Unlike me, a voice whispers in the back of my mind.
What I did to the vampire on the jogging path when he and his goons attacked Sebastian and me was definitely dark magic. I could feel it in my soul. The way he bled out from his eyes, nose, mouth, and ears—from places I couldn’t see—until his veins split open… It wasn’t right. I knew it wasn’t right from the moment I cast the sanguinary spell, and I should have stopped sooner than I did, but I’d be lying if I said it wasn’t intoxicating. To hold that much power over someone…
Then there’s whatever I did to Evan when I messed with his emotions. I’m sure dark magic played into that somehow too, whether it be from the spell Ivy gave me, or something I did on my own.
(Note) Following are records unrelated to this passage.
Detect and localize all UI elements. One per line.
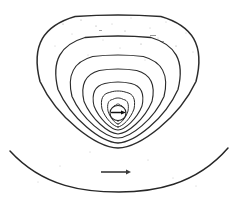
scale-arrow-head	[126, 170, 131, 175]
figure-container: Dipole magnetic field lines above a curv…	[0, 0, 237, 211]
scale-arrow	[101, 170, 131, 175]
field-line-group	[37, 15, 199, 148]
scan-noise	[38, 18, 206, 187]
ground-arc	[10, 148, 228, 192]
dipole-field-diagram	[0, 0, 237, 211]
dipole-marker	[110, 106, 126, 121]
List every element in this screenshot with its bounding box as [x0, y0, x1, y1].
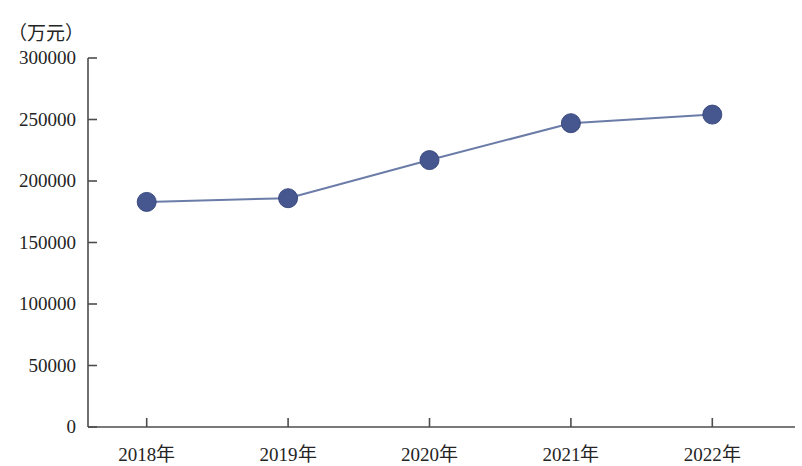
y-axis-tick-label: 0 [0, 416, 76, 438]
data-point-marker [703, 105, 722, 124]
x-axis-tick-label: 2020年 [401, 439, 458, 466]
x-axis-tick-label: 2021年 [542, 439, 599, 466]
data-point-markers [137, 105, 722, 211]
y-axis-tick-label: 150000 [0, 232, 76, 254]
data-point-marker [420, 151, 439, 170]
y-axis-tick-marks [88, 58, 97, 427]
data-point-marker [561, 114, 580, 133]
data-point-marker [137, 192, 156, 211]
axis-group [88, 58, 795, 427]
x-axis-tick-label: 2022年 [684, 439, 741, 466]
y-axis-tick-label: 300000 [0, 47, 76, 69]
y-axis-tick-label: 100000 [0, 293, 76, 315]
x-axis-tick-marks [147, 418, 713, 427]
x-axis-tick-label: 2019年 [260, 439, 317, 466]
y-axis-tick-label: 200000 [0, 170, 76, 192]
y-axis-tick-label: 50000 [0, 355, 76, 377]
x-axis-tick-label: 2018年 [118, 439, 175, 466]
data-point-marker [279, 189, 298, 208]
y-axis-tick-label: 250000 [0, 109, 76, 131]
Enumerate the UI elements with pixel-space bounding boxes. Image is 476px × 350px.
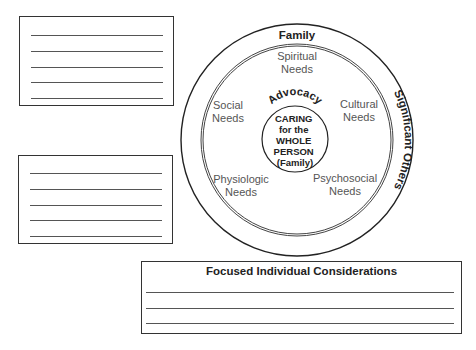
spiritual-needs-label: SpiritualNeeds	[277, 50, 317, 75]
cultural-needs-label: CulturalNeeds	[340, 98, 378, 123]
physiologic-needs-label: PhysiologicNeeds	[213, 173, 269, 198]
whole-person-diagram: Family Significant Others SpiritualNeeds…	[0, 0, 476, 350]
psychosocial-needs-label: PsychosocialNeeds	[313, 172, 377, 197]
center-text: CARING for the WHOLE PERSON (Family)	[274, 113, 317, 168]
family-label: Family	[279, 29, 316, 41]
significant-others-label: Significant Others	[392, 88, 415, 192]
social-needs-label: SocialNeeds	[212, 99, 244, 124]
advocacy-label: Advocacy	[265, 85, 325, 107]
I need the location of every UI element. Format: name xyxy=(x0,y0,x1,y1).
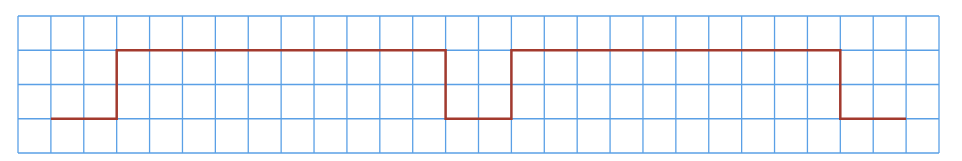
grid xyxy=(18,16,939,153)
square-wave-diagram xyxy=(0,0,962,161)
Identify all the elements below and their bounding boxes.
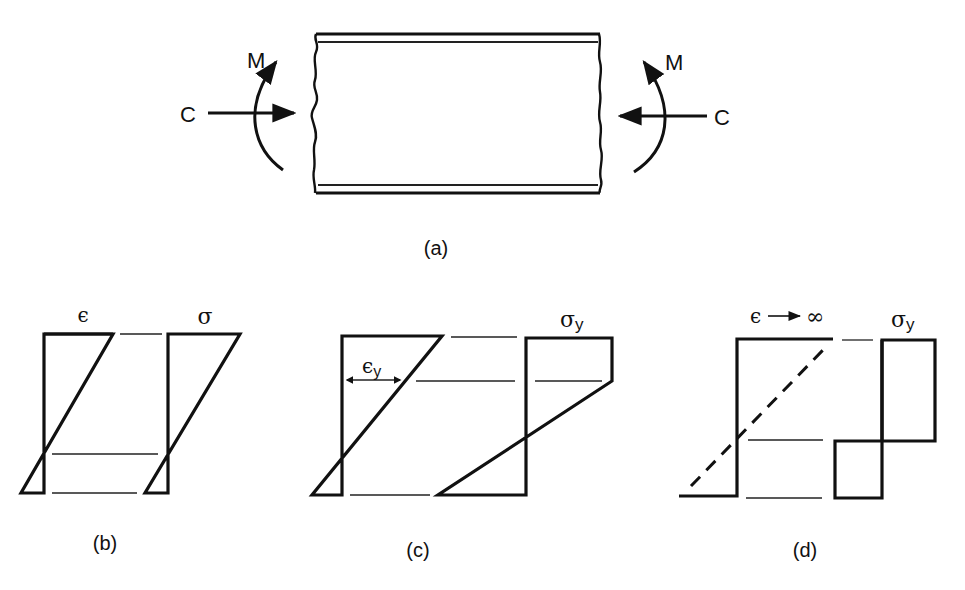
left-break-line	[312, 34, 318, 193]
right-moment-label: M	[665, 50, 683, 75]
strain-label: ϵ	[750, 304, 761, 328]
yield-stress-label: σy	[891, 307, 915, 334]
left-moment-arrow-icon	[255, 62, 283, 170]
right-force-label: C	[714, 105, 730, 130]
beam-segment	[312, 34, 602, 193]
yield-stress-label: σy	[560, 307, 584, 334]
strain-distribution	[21, 334, 113, 493]
beam-plastic-bending-diagram: M C M C (a) ϵ σ (b) ϵy	[0, 0, 965, 590]
yield-strain-label: ϵy	[362, 354, 381, 380]
caption-c: (c)	[406, 539, 429, 561]
panel-d: ϵ ∞ σy (d)	[679, 304, 935, 561]
stress-distribution	[145, 334, 240, 493]
partial-plastic-stress-distribution	[438, 338, 612, 495]
caption-b: (b)	[93, 532, 117, 554]
left-moment-label: M	[247, 48, 265, 73]
caption-a: (a)	[424, 237, 448, 259]
caption-d: (d)	[793, 539, 817, 561]
fully-plastic-stress-distribution	[835, 340, 935, 498]
left-force-label: C	[180, 102, 196, 127]
stress-label: σ	[197, 304, 212, 329]
panel-c: ϵy σy (c)	[312, 307, 612, 561]
linear-strain-dashed-line	[691, 350, 823, 486]
yield-strain-distribution	[312, 336, 442, 495]
right-break-line	[599, 34, 602, 193]
strain-label: ϵ	[77, 303, 88, 327]
panel-b: ϵ σ (b)	[21, 303, 240, 554]
panel-a: M C M C (a)	[180, 34, 730, 259]
infinity-label: ∞	[806, 304, 824, 329]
Maybe it’s me who should be even more afraid of going to the center. I’m the one who keeps getting closer and closer to being something they need to chase.
“
You two have nothing to worry about,” Sebastian says, pulling me out of my dark thoughts. “I’ve got a sixth sense about people, and you two are as squeaky clean as they come.” He winks at me with a sly grin, obviously referring to his ability to tell who’s supernatural and who’s not, along with who’s potentially supernaturally evil and who’s not. An ability I likely gave him when I brought him back from the brink of death when we were children. Another secret Liv and Jack know nothing about. I wouldn’t even know where to begin to try to explain it to them since I have no idea how it happened myself. Was it some kind of fluke? Was it not? Would it happen again if I were to save someone else? Like Seth? Does being the living dead count since he didn’t have a heartbeat and now he does?
A shudder courses through my entire body at the thought of sharing any kind of connection with Seth. He might be human now, but he’s still the former vampire who attacked me, and the face of the boogeyman fueling my nightmares. I’ll never be able to scrub the memories of what happened at Night Life from my mind. To be potentially connected to him now the way I am with Sebastian, would be torture.
Sebastian arches an eyebrow, his gaze narrowing in on me as though he knows where my thoughts have digressed. I’m really starting to think he does. He says his sixth sense doesn’t allow him to read minds, but he always seems to be attuned to mine.
I shrug off Seth and any supernatural gifts I many have given him as something to stress about later before I give myself a panic attack. With a smile, I lean to the side, nudging Sebastian with my shoulder. “Are you going to pretend Liv and Jack are from a center in England too, like you did me the first time you took me there?”
A Cheshire grin spreads across his face. “The thought had crossed my mind since civilians aren’t supposed to know about the center. You being the only exception.” He gives me a wink then leans on his elbows over the table, his gaze bouncing back and forth between my cousins. “Give me your best British accent.”
The bell above the door chimes, pulling my attention away from Jack’s horrible attempt at trying to sound British. Not a single person in the entire world would believe he’s British.